Author's Notes: Goes AU from Harry's early years living with the Dursleys. Also, this was written prior to DH, but because the fic is eventually so AU, it's actually only noticeable in relation to Snape and Lily's backstory. If you can suspend disbelief long enough to just go with the fact that Snape in no way liked Lily Evans here, we're all good.
PART ONE – The Absence of Thought
He knew a little of the world outside, but only a very little. Only what the others in the house whispered about when they were close enough to his door that he could hear them, even though they tried to make sure he couldn't. They didn't want to give him ideas. Harry may not have known much, but he knew that. They'd drilled the fact that ideas were very bad things into his head as soon as he was old enough to understand, and then they'd hidden him away so that he'd never really have to worry about ideas anyway. How many things were there in a cupboard under the stairs that one could actually have ideas about?
There was dust. Harry knew that word because Petunia – ma'am, as he'd been forced to call her whenever she allowed him to actually directly address her, but he'd heard the man, Vernon, or sir, say her real name a enough times to know it – fought a constant and very loud battle against dust. She spoke of it in the same tone of voice that she spoke of him. That boy. Dust. These were words that were spat out as if they left a horrid taste in the mouth. Harry didn't think that words actually left a taste, but he couldn't be certain. He didn't often speak, so perhaps he'd just never had opportunity to say such distasteful things.
There were spiders. He quite liked the spiders. He liked watching them move about, bobbing and weaving about the cupboard as if it was the largest space the little creatures could possibly want or imagine. Harry, who could barely move a foot away from his mattress in any direction before he ran into a wall, knew that he could never experience such freedom for himself. Watching the spiders would have to be enough, he decided. "Those creepy-crawly spiders," as Vernon had once laughed heartily outside his door, "are the only friends you'll ever have, boy. Get used to it." That was how he had known what to call his little companions, though it had taken him a while longer to realise what the word 'friends' could possibly mean.
Harry couldn't really get 'ideas' about dust or spiders, or any of the other constants in the cupboard where he'd spent his childhood. He didn't even know what half of it was, for he only ever knew those rudimentary things Petunia had taught him when he was quite young so that he would understand her orders, as well as a few other things he'd picked up from listening in on the others' conversations.
His life was only what Petunia allowed him. It was the same every day. A routine, of sorts, had been put into place so that he didn't get used to having the freedom of movement that might bring about the dreaded 'ideas'. Wake up. Wait at the back of the cupboard for the door to open. Allow Petunia to place a slice or two of bread on the floor and lock the door once more. Eat the bread, heedless of the layer of dust that often acted as an unwanted spread. Wait for the door to open. Use the bathroom, while Petunia watched with her beady sort of eyes that sometimes made it hard to do what was expected of him, when Harry made the mistake of thinking too hard about it before he reminded himself that he was not to think. Allow himself to be escorted back to his cupboard. Lie staring at the ceiling and the spiders. Wait for the door to open once more, at which point in time he would receive what Petunia called leftovers in that hateful tone, as if they were a bad thing; Harry couldn't quite figure out why they might be, since they were actually much better than the plain bread he got. Eat the leftovers. Be accompanied to the bathroom again, and drink water out of the tap. Shower, if it happened to be one of the days he was allowed to. Then back to the cupboard to sleep, and have vague dreams of the next day being better that he never allowed himself to remember when he next woke the next day to the same routine.
He never in his waking hours spared enough consideration to any one thought to have ideas about changing the way of things. He stared at the cupboard door for hours every day, trying to shut his mind off against the thoughts of out there and locks. He somehow knew that if he thought too hard about it – if a stray notion popped into his head, even without him meaning it to – he would come up with a plan. He would attempt to make his life better. And if that happened, Petunia would somehow find out before he could put the plan into action, and he would be punished.
Punishment was the only thing that got him out of his cupboard that wasn't actually part of the routine, though at times in the past he'd been punished so often that it might as well have been. There was a time that he'd thought it might be worth it, just to see the outside, the house, for a little longer than normal. The sheer pain he'd suffered as a result of his intentional trouble-making at that time was enough to put a quick stop to that. That had been the last plan he'd ever allowed himself to come up with and actually execute, though somehow they still cropped up into his consciousness every once in a while. He couldn't stop it, as much as he would have liked to.
At least his ideas had never led to 'freaky things' happening, as he'd once heard Petunia breathe a sigh of relief over. He didn't like to think of the level of punishment Vernon would have inflicted upon him had that been the case.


The lines in the listing below are to be given again exactly, starting at the line holding "Establish where clothing is." and ending at the line holding "Probe for human eye.". Do not include pictures.

Data:
..............................

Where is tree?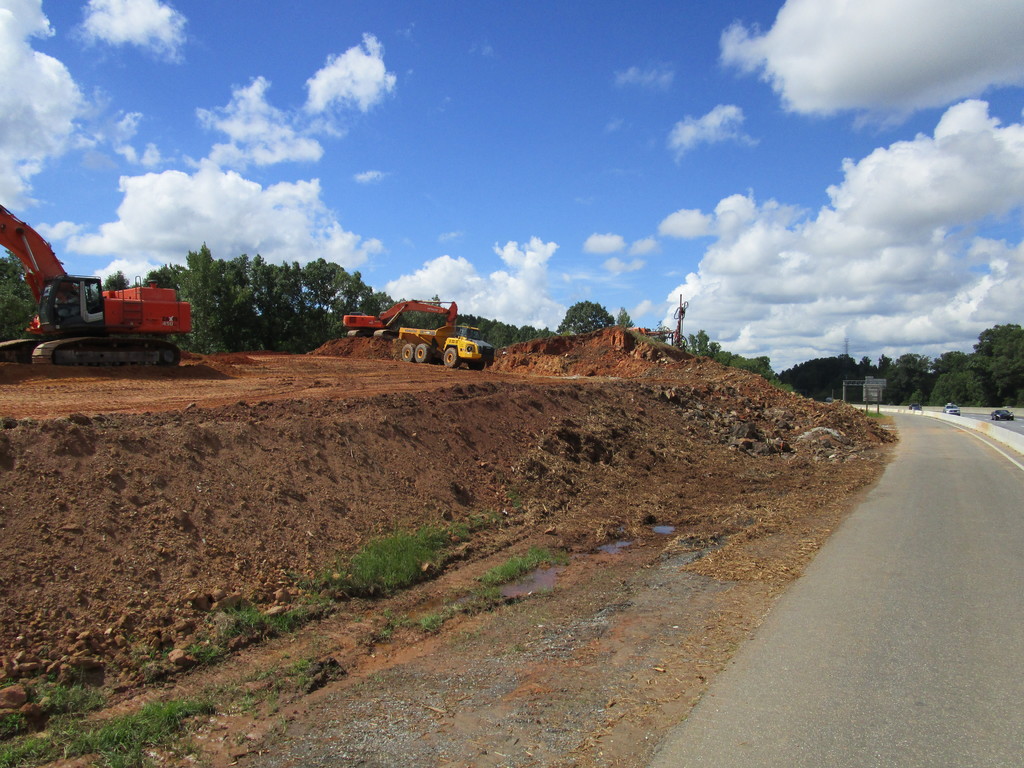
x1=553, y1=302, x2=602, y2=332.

..............................

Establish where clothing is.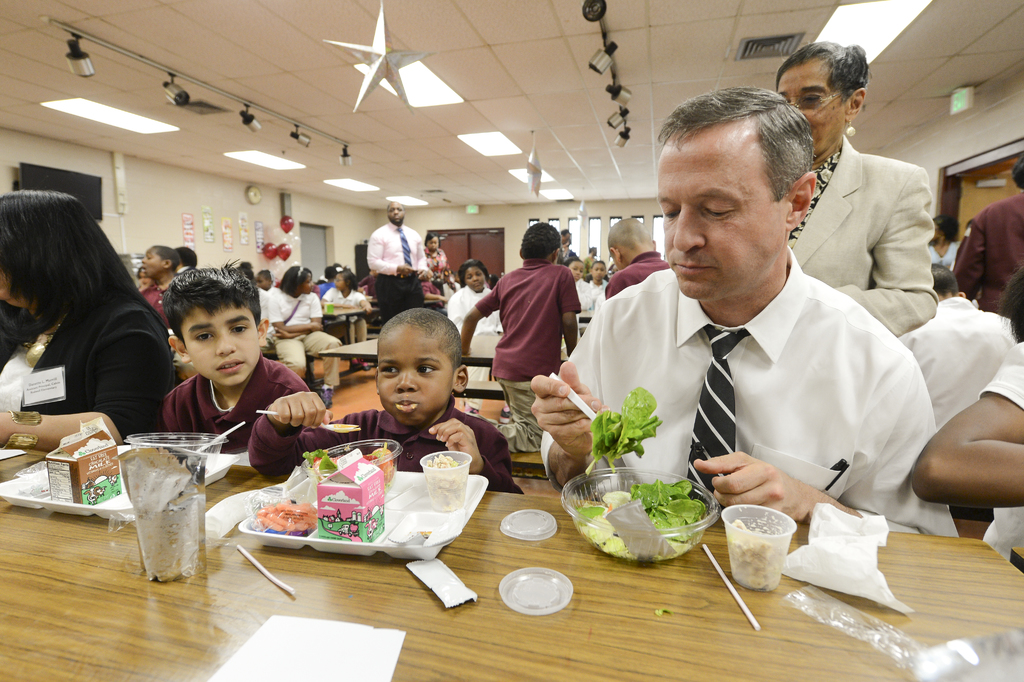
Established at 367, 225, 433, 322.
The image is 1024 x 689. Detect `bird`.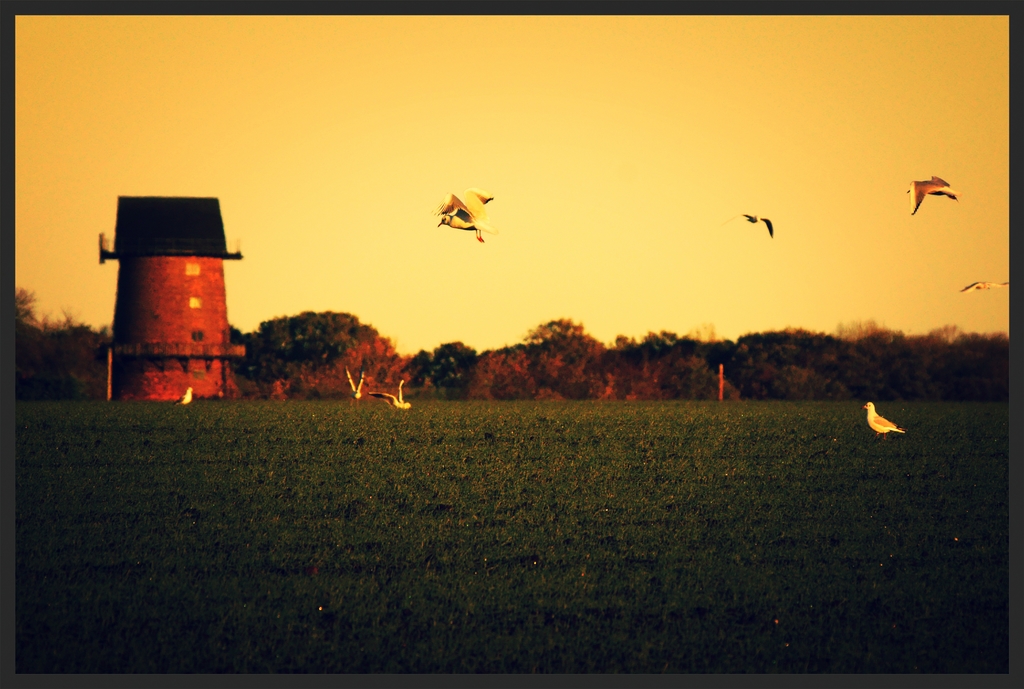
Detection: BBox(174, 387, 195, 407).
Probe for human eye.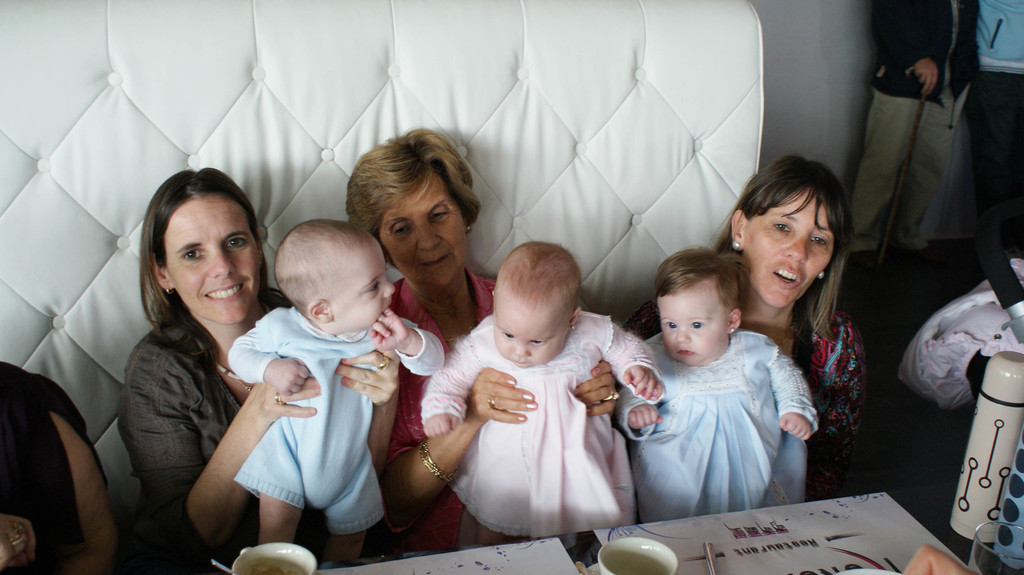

..............................

Exercise solution:
Establish where clothing is.
Established at 367, 225, 433, 322.
The image is 1024 x 689. Detect `bird`.
Detection: BBox(174, 387, 195, 407).
Probe for human eye.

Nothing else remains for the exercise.